Picture of a shad by a crankbait.
Ronnie Garrison

Most freshwater fishermen are familiar with shad - they are one of the most popular baitfish in lakes. Biologists stock them to improve forage base. Here is some great info about them from the Alabama DNR.




Ken Weathers District Fisheries Biologist Alabama DNR Enterprise, Alabama
Alabamians love their freshwater fishing. Blessed with an abundance of rivers, reservoirs, public lakes and private ponds, anglers in Alabama have plenty of places to go to enjoy their sport. While even the most casual anglers can discuss the merits of their favorite fish species such as bass, catfish or crappie, very few anglers have much to say for the lowly shad. This may be due to shad in Alabama having very little food value, seldom being caught on hook and line, and having little commercial value. Shad still, however, play a critical role in many bodies of water.
The two main shad species found in Alabama’s fresh waters are the gizzard and threadfin shad, both members of the herring family, Clupidae. These species are usually found in large, constantly moving schools. They are soft, elongated fish without sharp spines, but with a distinctive long threadlike last dorsal fin ray observed on the back of the fish. The scales on both species are small and come off easily, and both species are relatively hard to keep alive in live-wells or tanks. While both species have a bluish gray back and greenish or silver tinge overall, only threadfin have a yellow colored tail. The upper and lower jaws of threadfin meet in a pointed snout, but gizzard shad have a blunt snout with the lower jaw set behind the upper jaw.

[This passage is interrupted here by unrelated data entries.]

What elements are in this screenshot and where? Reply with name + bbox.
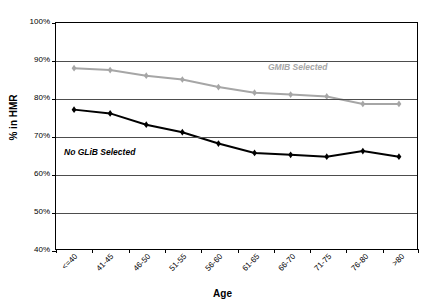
y-tick-mark bbox=[52, 137, 56, 138]
x-axis-tick-labels: <=4041-4546-5051-5556-6061-6566-7071-757… bbox=[55, 252, 418, 286]
data-point-marker bbox=[180, 76, 185, 83]
x-axis-title-text: Age bbox=[213, 288, 232, 299]
data-point-marker bbox=[252, 150, 257, 157]
data-point-marker bbox=[324, 153, 329, 160]
y-tick-mark bbox=[52, 175, 56, 176]
data-point-marker bbox=[360, 148, 365, 155]
data-point-marker bbox=[288, 151, 293, 158]
y-tick-label: 90% bbox=[16, 56, 50, 64]
y-tick-label: 50% bbox=[16, 208, 50, 216]
data-point-marker bbox=[397, 101, 402, 108]
gridline bbox=[56, 99, 417, 100]
data-point-marker bbox=[72, 106, 77, 113]
y-tick-label: 60% bbox=[16, 170, 50, 178]
y-tick-mark bbox=[52, 61, 56, 62]
series-layer bbox=[56, 23, 417, 249]
gridline bbox=[56, 213, 417, 214]
data-point-marker bbox=[144, 121, 149, 128]
data-point-marker bbox=[72, 65, 77, 72]
y-tick-label: 40% bbox=[16, 246, 50, 254]
y-tick-label: 100% bbox=[16, 18, 50, 26]
data-point-marker bbox=[108, 110, 113, 117]
gridline bbox=[56, 137, 417, 138]
y-tick-mark bbox=[52, 213, 56, 214]
data-point-marker bbox=[216, 140, 221, 147]
y-tick-label: 70% bbox=[16, 132, 50, 140]
y-axis-tick-labels: 100%90%80%70%60%50%40% bbox=[12, 0, 50, 307]
data-point-marker bbox=[288, 91, 293, 98]
gridline bbox=[56, 175, 417, 176]
y-tick-mark bbox=[52, 23, 56, 24]
data-point-marker bbox=[397, 153, 402, 160]
plot-area: GMIB Selected No GLiB Selected bbox=[55, 22, 418, 250]
y-tick-label: 80% bbox=[16, 94, 50, 102]
series-annotation-noglib: No GLiB Selected bbox=[64, 147, 135, 157]
data-point-marker bbox=[216, 84, 221, 91]
line-chart: % in HMR 100%90%80%70%60%50%40% GMIB Sel… bbox=[0, 0, 429, 307]
data-point-marker bbox=[108, 67, 113, 74]
data-point-marker bbox=[180, 129, 185, 136]
x-axis-title: Age bbox=[0, 288, 429, 299]
data-point-marker bbox=[252, 89, 257, 96]
x-tick-mark bbox=[418, 249, 419, 253]
y-tick-mark bbox=[52, 99, 56, 100]
data-point-marker bbox=[360, 101, 365, 108]
gridline bbox=[56, 61, 417, 62]
data-point-marker bbox=[144, 72, 149, 79]
series-annotation-gmib: GMIB Selected bbox=[268, 62, 328, 72]
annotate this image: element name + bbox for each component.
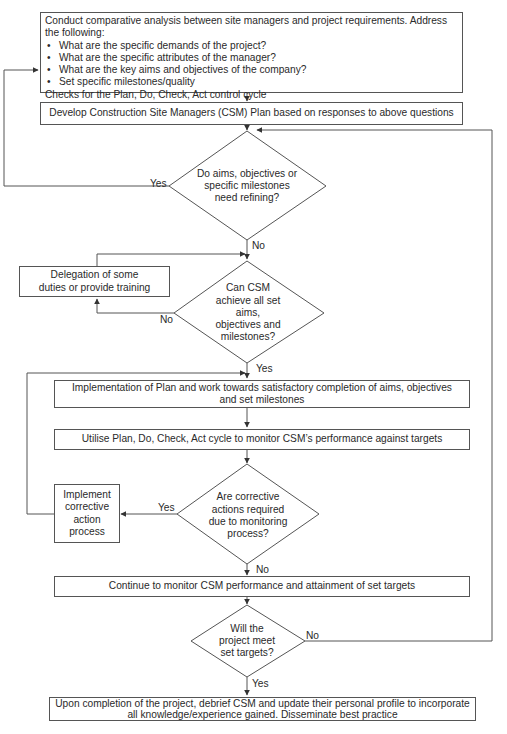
label-achieve-yes: Yes [256,363,273,375]
label-corrective-no: No [256,564,269,576]
decision-achieve-text: Can CSM achieve all set aims, objectives… [212,287,284,339]
corrective-action-box: Implement corrective action process [54,484,120,543]
start-intro: Conduct comparative analysis between sit… [45,15,458,40]
label-targets-no: No [306,630,319,642]
arrow-achieve-no [97,299,174,313]
arrow-delegation-loop [97,254,245,266]
bullet-item: What are the specific demands of the pro… [59,40,458,52]
decision-targets-text: Will the project meet set targets? [216,622,278,660]
continue-monitor-box: Continue to monitor CSM performance and … [54,576,470,597]
final-debrief-box: Upon completion of the project, debrief … [49,697,476,721]
bullet-item: What are the specific attributes of the … [59,52,458,64]
label-refine-no: No [252,240,265,252]
utilise-pdca-box: Utilise Plan, Do, Check, Act cycle to mo… [54,429,470,450]
decision-corrective-text: Are corrective actions required due to m… [205,490,291,542]
decision-refine-text: Do aims, objectives or specific mileston… [195,166,299,206]
label-corrective-yes: Yes [158,502,175,514]
label-targets-yes: Yes [252,678,269,690]
start-analysis-box: Conduct comparative analysis between sit… [40,12,463,93]
start-footer: Checks for the Plan, Do, Check, Act cont… [45,89,458,101]
flowchart-canvas: Conduct comparative analysis between sit… [0,0,507,734]
develop-plan-box: Develop Construction Site Managers (CSM)… [40,102,463,125]
implementation-box: Implementation of Plan and work towards … [54,380,470,408]
delegation-box: Delegation of some duties or provide tra… [19,266,170,297]
label-achieve-no: No [160,314,173,326]
label-refine-yes: Yes [150,178,167,190]
bullet-item: What are the key aims and objectives of … [59,64,458,76]
bullet-item: Set specific milestones/quality [59,76,458,88]
start-bullets: What are the specific demands of the pro… [45,40,458,89]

They also differ in growth rates and maximum size with adult threadfin usually reaching five to seven inches, while adult gizzard shad can grow to well over 12 inches. Other fish in this family found in Alabama include skipjack herring, Gulf menhaden and Alabama shad. While gizzard and threadfin shad both have soft, oily flesh which even the most indiscriminate human fish eaters would find hard to swallow, the predators of the fish world apparently think that shad taste just fine. Both species are native to Alabama’s natural waters and serve as the principal forage for adult predator fish such as black bass, temperate bass (stripers, white bass and hybrids) and crappie.